The Treehouse + The Cave: Evol Deeds <body><script type="text/javascript"> function setAttributeOnload(object, attribute, val) { if(window.addEventListener) { window.addEventListener('load', function(){ object[attribute] = val; }, false); } else { window.attachEvent('onload', function(){ object[attribute] = val; }); } } </script> <div id="navbar-iframe-container"></div> <script type="text/javascript" src="https://apis.google.com/js/platform.js"></script> <script type="text/javascript"> gapi.load("gapi.iframes:gapi.iframes.style.bubble", function() { if (gapi.iframes && gapi.iframes.getContext) { gapi.iframes.getContext().openChild({ url: 'https://www.blogger.com/navbar.g?targetBlogID\x3d9561264\x26blogName\x3dThe+Treehouse+%2B+The+Cave\x26publishMode\x3dPUBLISH_MODE_BLOGSPOT\x26navbarType\x3dBLACK\x26layoutType\x3dCLASSIC\x26searchRoot\x3dhttps://thetreehouseandthecave.blogspot.com/search\x26blogLocale\x3den_US\x26v\x3d2\x26homepageUrl\x3dhttp://thetreehouseandthecave.blogspot.com/\x26vt\x3d-2611371644715887499', where: document.getElementById("navbar-iframe-container"), id: "navbar-iframe" }); } }); </script>

Sunday, April 03, 2005

Evol Deeds

Evoldeeds 3

Evol wrote me back, and as the first person to inquire about the tags, I’ve been generously offered (and thus, you have been generously offered) an exclusive peek at the project's website, which will launch on April 10th.

The original tag inspired me on multiple levels—the text alone, “New York City is money,” seemed to raise important questions. Its placement on a police barricade led me to infer each tag was made to comment on the specific site on which it was installed. The concept of evil deeds seemed to speak to those committed by the city itself.

Ironically—and perhaps sadly—none of these elements appear to be central to the project at all. Instead Evol seems interested in the tags for their physical properties as a canvas, opting to approach them quite formally. The majority of the tags depicted on the creator's website are adorned with scribbles, Evol's name, and superficial social commentary (e.g., Vote and Fuck War). In fact, the variety of the images and texts adorning the tags (and the haste with which they were rendered) leads me to believe they are inconsequential, somehow unmotivated by the creator’s intent.
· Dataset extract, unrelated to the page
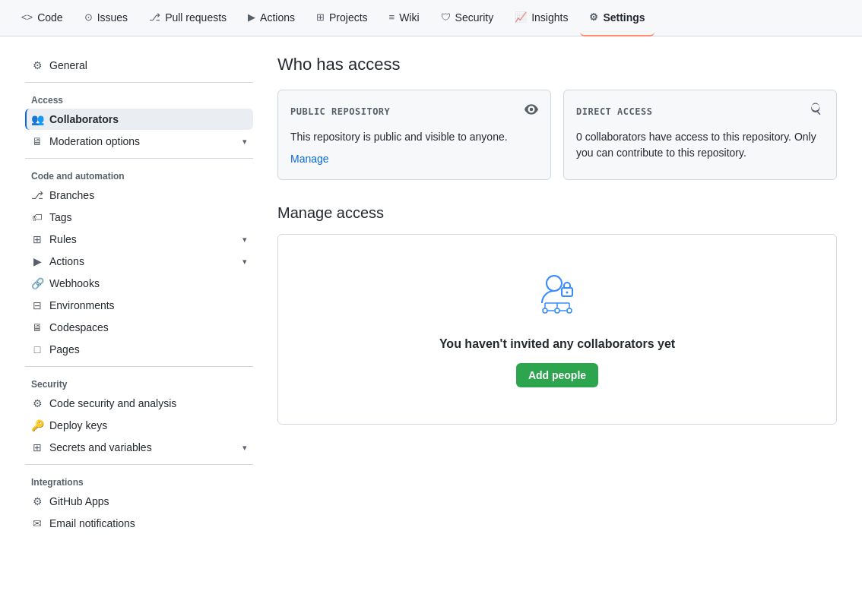 Image resolution: width=862 pixels, height=616 pixels. Describe the element at coordinates (342, 18) in the screenshot. I see `nav-projects: ⊞ Projects` at that location.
Evol's primary interest (as detailed in the "project information"section of the website) appears to be that the tags can act as a friendly transmission medium, easily removed from their surroundings and kept by passersby; that others can easily create work on a similarly transient substrate, spreading Evol's idea; and that because they inflict little damage upon the sites on which they are placed, the choice to employ shipping tags presents little legal risk.

All of these motivations seem unsure, naive, and well, very reminiscent of undergraduate art school work. They also seem to ignore the fact that much of what empowers street art is precisely its extralegality: work imposed on a privately owned environment becomes imbued with an innate urgency, an innate critique.

While I’m disappointed to find the richness I expected wasn’t fully realized by the project as a whole, I remain appreciative of Evol’s public gesture, which achieved just what it should have: the tag I saw delicately—yet decidedly—affected my day.